ClearPath
Overview
Why choose ClearPath?
ClearPath addresses a genuine gap in the fintech market — 54% of Gen Z feels anxiety when checking their credit score, yet existing apps are built to sell financial products rather than build understanding. It gives young adults the one thing every research participant said they never had: a plain-language explanation of why their score changed and exactly what to do next. In a space full of apps that monetize confusion, ClearPath is designed to eliminate it.



The problem
Credit scores matter yet nobody explains them.
Credit is one of the most consequential financial tools in a young adult's life. Yet the systems built to help people understand and improve their scores are failing them entirely.
Problem statement
"Young adults ages 18–30 understand that their credit score matters, but lack the knowledge, tools, and emotional safety to meaningfully improve it — leading to financial anxiety, avoidance, and missed opportunities that compound over time."
User interviews
What four people told me that changed everything.
I conducted 4 in-depth user interviews plus competitive analysis and secondary research.

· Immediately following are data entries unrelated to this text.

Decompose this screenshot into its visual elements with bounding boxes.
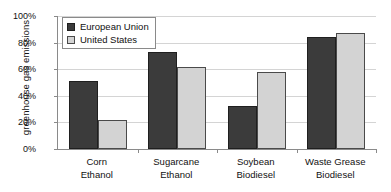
bar-us-0 <box>98 120 127 149</box>
x-tick-mark <box>297 149 298 153</box>
legend-swatch-icon-eu <box>67 23 75 31</box>
x-category-label-line1: Sugarcane <box>153 156 199 167</box>
y-tick-label: 80% <box>0 38 36 48</box>
bar-eu-1 <box>148 52 177 149</box>
legend-item-united-states: United States <box>67 34 149 45</box>
x-category-label: SoybeanBiodiesel <box>216 156 296 181</box>
x-category-label-line2: Biodiesel <box>216 169 296 182</box>
x-category-label-line1: Corn <box>86 156 107 167</box>
y-tick-label: 20% <box>0 117 36 127</box>
x-category-label-line2: Biodiesel <box>296 169 376 182</box>
y-tick-label: 40% <box>0 91 36 101</box>
x-category-label-line2: Ethanol <box>57 169 137 182</box>
x-tick-mark <box>138 149 139 153</box>
bar-us-2 <box>257 72 286 149</box>
legend-swatch-icon-us <box>67 36 75 44</box>
y-tick-label: 100% <box>0 11 36 21</box>
x-category-label: CornEthanol <box>57 156 137 181</box>
legend-item-european-union: European Union <box>67 21 149 32</box>
legend-label-us: United States <box>80 34 137 45</box>
y-tick-mark <box>54 149 58 150</box>
x-tick-mark <box>217 149 218 153</box>
bar-us-1 <box>177 67 206 149</box>
y-tick-label: 0% <box>0 144 36 154</box>
bar-us-3 <box>336 33 365 149</box>
bar-eu-3 <box>307 37 336 149</box>
x-category-label-line2: Ethanol <box>137 169 217 182</box>
bar-eu-2 <box>228 106 257 149</box>
x-category-label-line1: Soybean <box>237 156 275 167</box>
x-category-label-line1: Waste Grease <box>305 156 365 167</box>
legend-label-eu: European Union <box>80 21 149 32</box>
bar-eu-0 <box>69 81 98 149</box>
x-category-label: SugarcaneEthanol <box>137 156 217 181</box>
y-tick-label: 60% <box>0 64 36 74</box>
y-axis-title: greenhouse gas emissions <box>20 3 31 153</box>
x-tick-mark <box>376 149 377 153</box>
bar-chart-figure: greenhouse gas emissions 0%20%40%60%80%1… <box>0 0 391 192</box>
chart-legend: European Union United States <box>62 17 156 49</box>
x-category-label: Waste GreaseBiodiesel <box>296 156 376 181</box>
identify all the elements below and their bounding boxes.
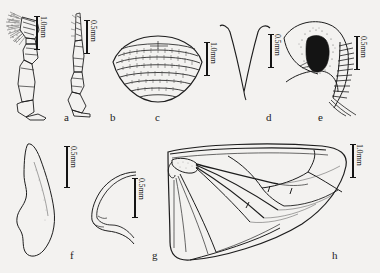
panel-b-drawing bbox=[60, 10, 106, 118]
panel-a: 1.0mm bbox=[2, 8, 58, 120]
panel-letter-d: d bbox=[266, 112, 272, 123]
panel-c bbox=[110, 32, 205, 110]
scale-label-g: 0.5mm bbox=[137, 178, 146, 199]
panel-letter-c: c bbox=[155, 112, 160, 123]
scale-label-d-left: 1.0mm bbox=[209, 42, 218, 63]
panel-f: 0.5mm bbox=[8, 140, 78, 258]
scale-label-f: 0.5mm bbox=[69, 146, 78, 167]
scale-label-b: 0.5mm bbox=[89, 20, 98, 41]
panel-g: 0.5mm bbox=[88, 166, 150, 250]
panel-h: 1.0mm bbox=[150, 134, 365, 266]
panel-b: 0.5mm bbox=[60, 10, 106, 118]
panel-letter-e: e bbox=[318, 112, 323, 123]
figure-plate: 1.0mm a 0.5mm b bbox=[0, 0, 380, 273]
panel-letter-h: h bbox=[332, 250, 338, 261]
panel-c-drawing bbox=[110, 32, 205, 110]
panel-letter-b: b bbox=[110, 112, 116, 123]
scale-label-h: 1.0mm bbox=[355, 144, 364, 165]
scale-label-a: 1.0mm bbox=[39, 16, 48, 37]
panel-letter-f: f bbox=[70, 250, 74, 261]
panel-h-drawing bbox=[150, 134, 365, 266]
scale-label-e: 0.5mm bbox=[359, 36, 368, 57]
panel-e: 0.5mm bbox=[278, 16, 378, 116]
panel-e-drawing bbox=[278, 16, 378, 116]
panel-d: 1.0mm 0.5mm bbox=[208, 20, 280, 110]
panel-a-drawing bbox=[2, 8, 58, 120]
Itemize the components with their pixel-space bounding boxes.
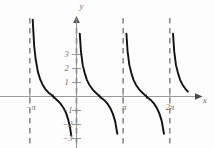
plot-canvas [0,0,214,148]
y-tick-label-3: 3 [65,50,69,59]
y-tick-label-1: 1 [65,78,69,87]
cotangent-branch [80,34,118,134]
cotangent-branch [173,34,188,92]
function-curves [33,20,188,136]
cotangent-graph-figure: 3 2 1 −1 −2 −3 −π π 2π x y [0,0,214,148]
y-tick-label-minus-2: −2 [63,120,73,129]
y-tick-label-minus-1: −1 [63,106,73,115]
y-axis-label: y [80,2,84,11]
x-tick-label-2pi: 2π [166,103,175,112]
cotangent-branch [126,34,164,134]
vertical-asymptotes [30,18,170,144]
y-tick-label-minus-3: −3 [63,134,73,143]
y-tick-label-2: 2 [65,64,69,73]
x-axis-arrowhead [195,93,203,100]
x-tick-label-minus-pi: −π [26,103,36,112]
x-axis-label: x [203,96,207,105]
x-tick-label-pi: π [122,103,126,112]
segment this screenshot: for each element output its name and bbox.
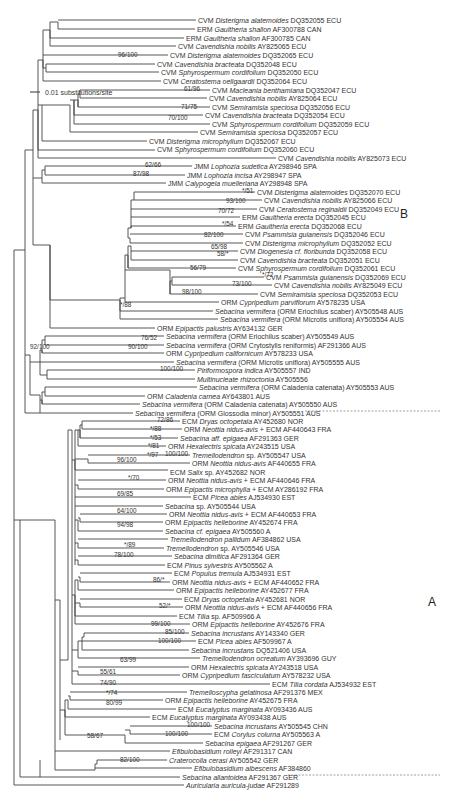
support-value: */97 (147, 451, 159, 458)
support-value: */81 (148, 442, 160, 449)
taxon-label: Tremellodendron ocreatum AY393696 GUY (202, 655, 337, 662)
support-value: 96/100 (118, 51, 138, 58)
taxon-label: Sebacina incrustans AY143340 GER (191, 630, 305, 637)
taxon-label: Sebacina vermifera (ORM Eriochilus scabe… (166, 333, 355, 341)
support-value: 69/85 (117, 490, 133, 497)
support-value: 64/100 (117, 507, 137, 514)
support-value: 72/86 (157, 416, 173, 423)
taxon-label: Sebacina vermifera (ORM Crytostylis reni… (166, 342, 366, 350)
support-value: 73/100 (232, 280, 252, 287)
support-value: 94/98 (117, 521, 133, 528)
support-value: 90/100 (128, 343, 148, 350)
taxon-label: ORM Epipactis helleborine AY452675 FRA (165, 697, 298, 705)
taxon-label: JMM Lophozia sudetica AY298946 SPA (194, 163, 317, 171)
taxon-label: Sebacina vermifera (ORM Caladenia catena… (142, 401, 338, 409)
taxon-label: ERM Gaultheria erecta DQ352045 ECU (242, 214, 366, 222)
taxon-label: ORM Neottia nidus-avis + ECM AF440646 FR… (168, 477, 316, 484)
support-value: */72 (262, 271, 274, 278)
support-value: 70/100 (168, 114, 188, 121)
taxon-label: Tremelloscypha gelatinosa AF291376 MEX (189, 689, 323, 697)
taxon-label: ERM Gaultheria shallon AF300788 CAN (197, 26, 322, 33)
support-value: 63/99 (120, 656, 136, 663)
taxon-label: ORM Epipactis helleborine AY452674 FRA (165, 519, 298, 527)
taxon-label: CVM Disterigma alatemoides DQ352065 ECU (170, 52, 313, 60)
support-value: 74/90 (100, 679, 116, 686)
taxon-label: Sebacina incrustans DQ521406 USA (191, 647, 307, 655)
support-value: 82/100 (204, 231, 224, 238)
support-value: 87/98 (133, 170, 149, 177)
support-value: 100/100 (187, 721, 211, 728)
taxon-label: Tremellodendron pallidum AF384862 USA (170, 536, 301, 544)
taxon-label: CVM Cavendishia nobilis AY825066 ECU (264, 197, 392, 204)
support-value: */70 (128, 474, 140, 481)
taxon-label: JMM Lophozia incisa AY298947 SPA (187, 172, 302, 180)
support-value: */54 (222, 220, 234, 227)
support-value: 92/100 (30, 343, 50, 350)
taxon-label: ECM Salix sp. AY452682 NOR (170, 469, 265, 477)
taxon-label: Craterocolla cerasi AY505542 GER (169, 757, 278, 764)
taxon-label: Sebacina cf. epigaea AY505560 A (165, 528, 271, 536)
taxon-label: CVM Macleania benthamiana DQ352047 ECU (212, 87, 356, 95)
taxon-label: ECM Corylus colurna AY505563 A (214, 731, 320, 739)
clade-label-a: A (428, 595, 436, 609)
support-value: 70/72 (218, 207, 234, 214)
support-value: 52/* (159, 602, 171, 609)
taxon-label: ECM Populus tremula AJ534931 EST (174, 570, 291, 578)
taxon-label: ORM Epipactis palustris AY634132 GER (157, 325, 283, 333)
support-value: 55/61 (100, 668, 116, 675)
support-value: */53 (150, 434, 162, 441)
taxon-label: Efibulobasidium albescens AF384860 (194, 765, 311, 772)
taxon-label: CVM Cavendishia nobilis AY825073 ECU (278, 155, 406, 162)
taxon-label: ORM Neottia nidus-avis + ECM AF440656 FR… (185, 604, 333, 611)
taxon-label: ERM Gaultheria shallon AF300785 CAN (186, 35, 311, 42)
support-value: 100/100 (165, 730, 189, 737)
taxon-label: CVM Cavendishia bracteata DQ352048 ECU (157, 61, 297, 69)
taxon-label: ORM Cypripedium fasciculatum AY578232 US… (182, 672, 331, 680)
taxon-label: ORM Epipactis microphylla + ECM AY286192… (166, 486, 324, 494)
taxon-label: ECM Tilia sp. AF509966 A (179, 613, 261, 621)
taxon-label: ECM Dryas octopetala AY452681 NOR (184, 596, 305, 604)
taxon-label: ECM Picea abies AF509967 A (198, 638, 292, 645)
taxon-label: CVM Sphyrospermum cordifolium DQ352059 E… (212, 121, 369, 129)
taxon-label: ERM Gaultheria erecta DQ352068 ECU (238, 223, 362, 231)
support-value: 61/96 (184, 85, 200, 92)
taxon-label: Sebacina incrustans AY505545 CHN (214, 723, 328, 730)
support-value: 93/100 (226, 197, 246, 204)
taxon-label: CVM Sphyrospermum cordifolium DQ352060 E… (157, 146, 314, 154)
support-value: 80/99 (106, 699, 122, 706)
taxon-label: ORM Neottia nidus-avis + ECM AF440643 FR… (184, 426, 332, 433)
taxon-label: ORM Cypripedium californicum AY578233 US… (166, 350, 313, 358)
support-value: 98/100 (182, 288, 202, 295)
taxon-label: CVM Cavendishia bracteata DQ352051 ECU (240, 257, 380, 265)
taxon-label: CVM Sphyrospermum cordifolium DQ352050 E… (161, 69, 318, 77)
taxon-label: Sebacina aff. epigaea AF291363 GER (180, 435, 299, 443)
taxon-label: CVM Disterigma microphyllum DQ352052 ECU (245, 240, 392, 248)
taxon-label: Tremellodendron sp. AY505546 USA (166, 545, 280, 553)
taxon-label: Piriformospora indica AY505557 IND (197, 367, 311, 375)
support-value: 86/* (153, 576, 165, 583)
taxon-label: ORM Epipactis helleborine AY452676 FRA (192, 621, 325, 629)
support-value: */88 (150, 425, 162, 432)
taxon-label: ECM Eucalyptus marginata AY093436 AUS (178, 706, 313, 714)
taxon-label: CVM Semiramisia speciosa DQ352057 ECU (200, 129, 338, 137)
support-value: 85/100 (165, 628, 185, 635)
support-value: 71/75 (181, 103, 197, 110)
taxon-label: CVM Cavendishia bracteata DQ352054 ECU (205, 112, 345, 120)
taxon-label: CVM Psammisia guianensis DQ352069 ECU (266, 274, 406, 282)
taxon-label: CVM Semiramisia speciosa DQ352056 ECU (212, 104, 350, 112)
taxon-label: JMM Calypogeia muelleriana AY298948 SPA (168, 180, 308, 188)
taxon-label: CVM Cavendishia nobilis AY825049 ECU (274, 282, 402, 289)
taxon-label: Multinucleate rhizoctonia AY505556 (197, 376, 308, 383)
clade-label-b: B (400, 207, 408, 221)
taxon-label: CVM Semiramisia speciosa DQ352053 ECU (260, 291, 398, 299)
taxon-label: ECM Tilia cordata AJ534932 EST (272, 681, 377, 688)
taxon-label: Sebacina vermifera (ORM Caladenia catena… (199, 384, 395, 392)
taxon-label: ECM Dryas octopetala AY452680 NOR (182, 418, 303, 426)
taxon-label: Tremellodendron sp. AY505547 USA (192, 452, 306, 460)
taxon-label: ECM Picea abies AJ534930 EST (193, 494, 296, 501)
taxon-label: ECM Eucalyptus marginata AY093438 AUS (152, 714, 287, 722)
taxon-label: ORM Neottia nidus-avis + ECM AF440652 FR… (172, 579, 320, 586)
support-value: */88 (120, 301, 132, 308)
taxon-label: Efibulobasidium rolleyi AF291317 CAN (172, 748, 292, 756)
taxon-label: Sebacina vermifera (ORM Microtis uniflor… (176, 359, 360, 367)
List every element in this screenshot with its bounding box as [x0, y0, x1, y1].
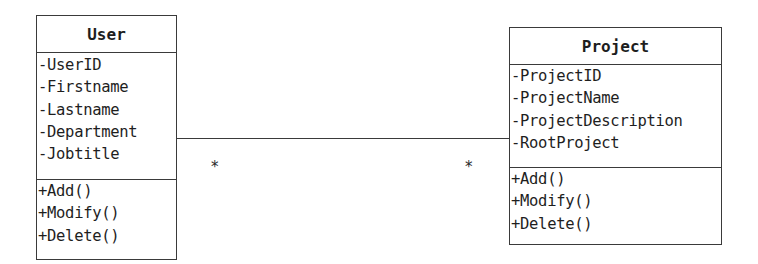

Every design decision in this project traces back to a specific finding.
Pain point 02
Jargon creates a wall between users and action
Terms like "derogatory mark," "utilization," and "hard inquiry" stopped participants cold. Even research-heavy users had gaps that jargon-heavy UIs never closed.
P
"What is a 'derogatory mark'? I had to leave the app to search for it."
Priya, 22
Graduate student
Pain point 04
Trust through transparency, not sales
Every participant mentioned distrust of current apps. They want an app that's visibly working for them — no sponsored recommendations, clear data sourcing.
T
"Credit Karma is basically a marketplace with a credit score feature attached."
Tyler, 31
University professor



Dominating theme
"A sense of operating blind in a high-stakes game. Users know credit matters enormously, try to do the right things, but feel like the rules are opaque and the feedback is useless."
Principles
Structure, then surface.
Three design principles guided every decision from information architecture through visual design. When choices conflicted, the higher principle won.
Principle 01
Encouraging, not alarming
White score color, not red. Arc gauge, not a raw number. Serif quote on score reveal. Every element evaluated for emotional impact first.

Usability testing
Testing usability, there were flaws.
The process of watching real people use the prototype revealed design decisions that looked right on screen but failed in practice.
What testing validated
The score alert causal chain (100% comprehension) · White score color (all 5 participants noted it felt non-alarming) · 3-step action plan limit ("actually a relief") · Material Design aesthetic ("feels fun, not like an intimidating bank app")

Key finding 01
Simulator lacks accessibility
Before
Score Simulator was accessible only via a subtle link card on the dashboard, positioned below the factor bars. 3 of 5 users could not find it. The link was unlabeled in the bottom nav.
After
Simulator promoted to a dedicated "Simulate" tab in the bottom navigation bar. Icon changed to a branching path symbol. Also added a "What if I..." entry point on the factor detail screen for contextual discovery.
Key finding 02
Intuitive CTAs
Before
Gold glossary pills had no interaction signal. 4 of 5 users assumed they were decorative highlights — never tapped them.
After
Added ↗ icon, underline, and "Tap terms to define" micro-label. Visible press state. The feature is highly valued — making it discoverable unlocks its full value.
Key finding 03
Heirarchy matters
Before
Score range card positioned below the gauge and headline. Anxious users who fixated on the number never scrolled far enough to see it.
After
Range card moved directly below the gauge, before the headline. Context before emotion — users with lower scores now see their position immediately.

Conclusion
What I learned.
Three lessons from the ClearPath design process that will carry into every project going forward.
Constraints are features
The 3-step action plan limit — enforced at the architectural level — was the most validated decision in the entire project. Tyler called it "actually a relief." Designing boundaries into the structure itself is more powerful than copy that says "we keep things simple."
Emotion is a design material
White score color instead of red wasn't a stylistic preference — it was a response to research showing that users experience real shame and anxiety when checking their scores. Every color, layout, and copy decision carries emotional weight. Treating emotion as a design input changed how I evaluated every screen.
Affordance is invisible until it's missing
The glossary pill finding was humbling. A feature I considered visually distinctive — gold pills — was functionally invisible to 4 of 5 users. Good affordance doesn't just look interactive; it communicates interaction through shape, label, and consistent pattern. A feature nobody uses might as well not exist.